At least 16 people have died after a cyclone struck Bangladesh’s southern coast on Tuesday, razing down properties, snapping communications and power links, and forcing the evacuation of about a million people, officials said.
Jebun Nahar, a government official, said 14 people died after being hit by falling trees, and two others died after a boat sank in squally weather in the Jamuna river in the north of the South Asian country.
"We still have not got all the reports of damages," Nahar was quoted as saying by AFP. She had earlier put the death toll at nine.
Around 10 million people are reported without power in 15 coastal districts, while schools have been shut across southern and southwestern regions.
The cyclone – the equivalent of hurricanes in the Atlantic or typhoons in the west Pacific – made landfall in southern Bangladesh late on Monday but authorities managed to get about a million people to safety before the monster weather system hit.
Heavy rains hit most of the country, flooding cities such as the capital, Dhaka, Khulna, and Barisal – which witnessed 324 millimeters (13 inches) of rainfall on Monday.
The cyclone moved in from the Bay of Bengal early on Monday with winds gusting up to 88 kilometers per hour (55mph) and a storm surge of about three meters (10ft) that inundated low-lying coastal areas.
People evacuated from low-lying regions such as remote islands and river banks and were moved to thousands of multi-story cyclone shelters, Bangladesh's disaster management ministry secretary Kamrul Ahsan said.

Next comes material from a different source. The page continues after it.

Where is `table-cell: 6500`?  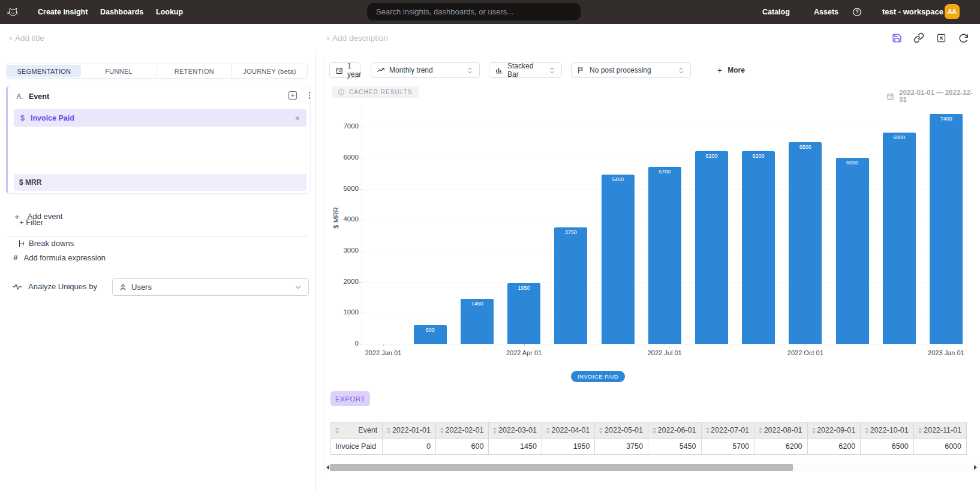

"They spent the night in cyclone shelters. And this morning many are heading back to their homes," he was quoted as saying by AFP.

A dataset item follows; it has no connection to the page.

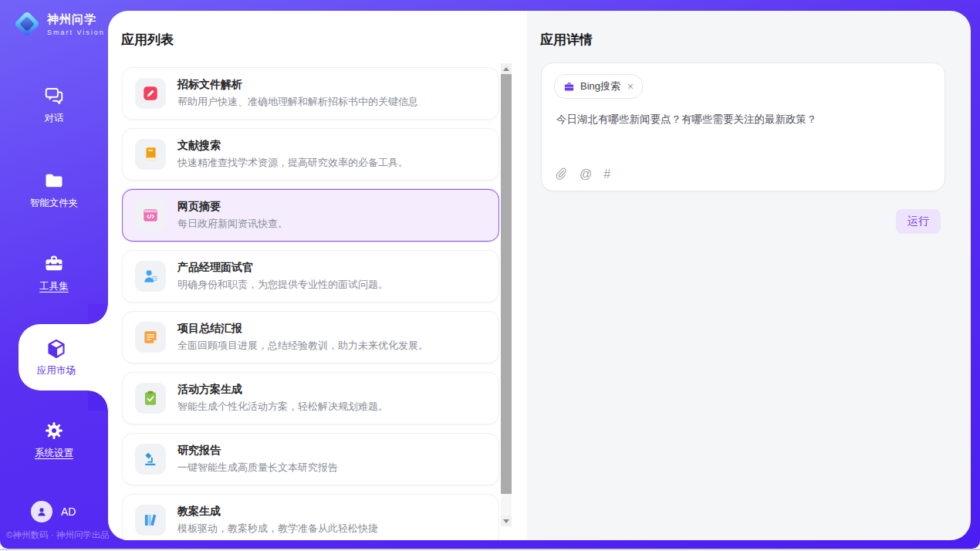 The width and height of the screenshot is (980, 551). Describe the element at coordinates (76, 32) in the screenshot. I see `brand-subtitle: Smart Vision` at that location.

The authorities also announced that power and telephone links have been largely cut and coastal areas have plunged into darkness.

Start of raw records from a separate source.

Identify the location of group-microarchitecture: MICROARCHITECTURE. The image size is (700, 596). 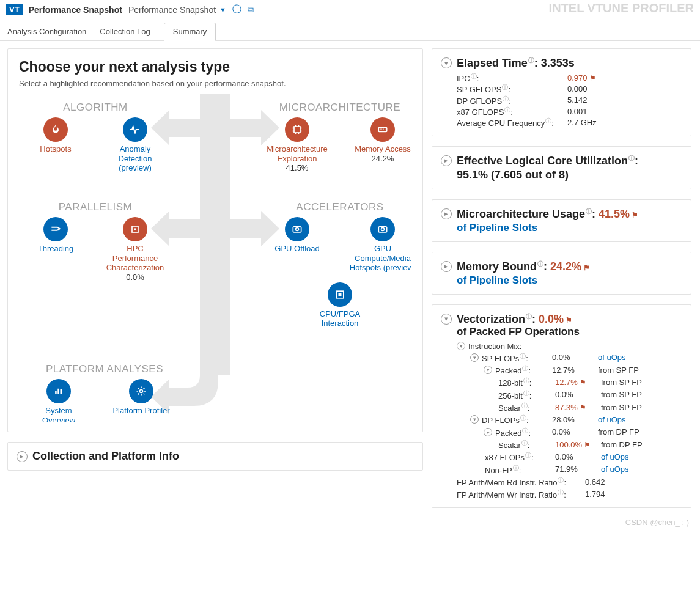
(337, 108).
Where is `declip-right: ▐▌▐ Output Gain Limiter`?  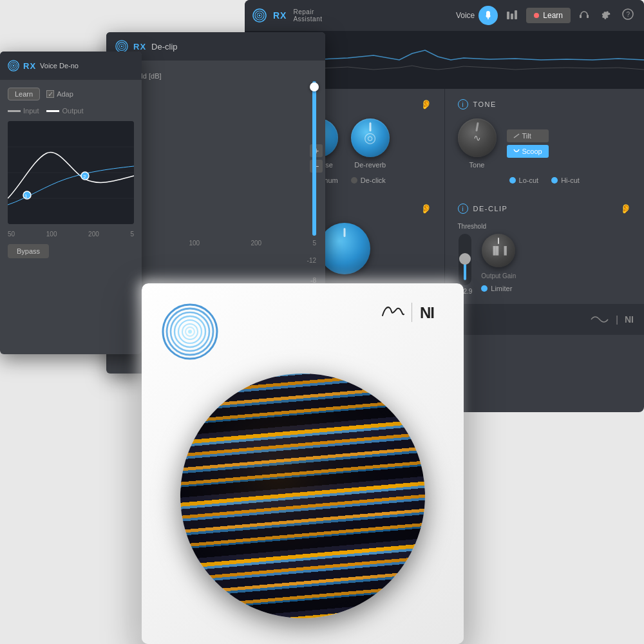 declip-right: ▐▌▐ Output Gain Limiter is located at coordinates (498, 264).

No major damage was, however, reported in refugee camps in southeast Bangladesh, where more than a million Rohingya Muslim refugees from neighboring Myanmar are living in crowded shelters.
About 33,000 Rohingya refugees from Myanmar, controversially relocated from the mainland to a storm-prone island in the Bay of Bengal, were ordered to stay indoors. Rights groups have urged Bangladesh to bring the refugees to the mainland, but authorities say the storm shelters are safe.
In the neighboring eastern Indian state of West Bengal, thousands of people were evacuated on Monday to more than 100 relief centers, officials said, but there were no reports of damage and people were returning home on Tuesday.
Cyclone Amphan, the second “super cyclone” ever recorded over the Bay of Bengal, which hit in 2020, killed more than 100 people in Bangladesh and India and affected millions.
Last year, more than a million people were evacuated along India's east coast before Cyclone Yaas battered the area with winds gusting up to 155 kilometers (96 miles) an hour -- equivalent to a Category 2 hurricane. The worst recorded, in 1970, killed hundreds of thousands of people.
In recent years, better forecasting and more effective evacuation planning have dramatically reduced the number of casualties from these storms.
A World Bank Institute study in 2015 estimated that some 3.5 million people in Bangladesh were at risk of river flooding every year.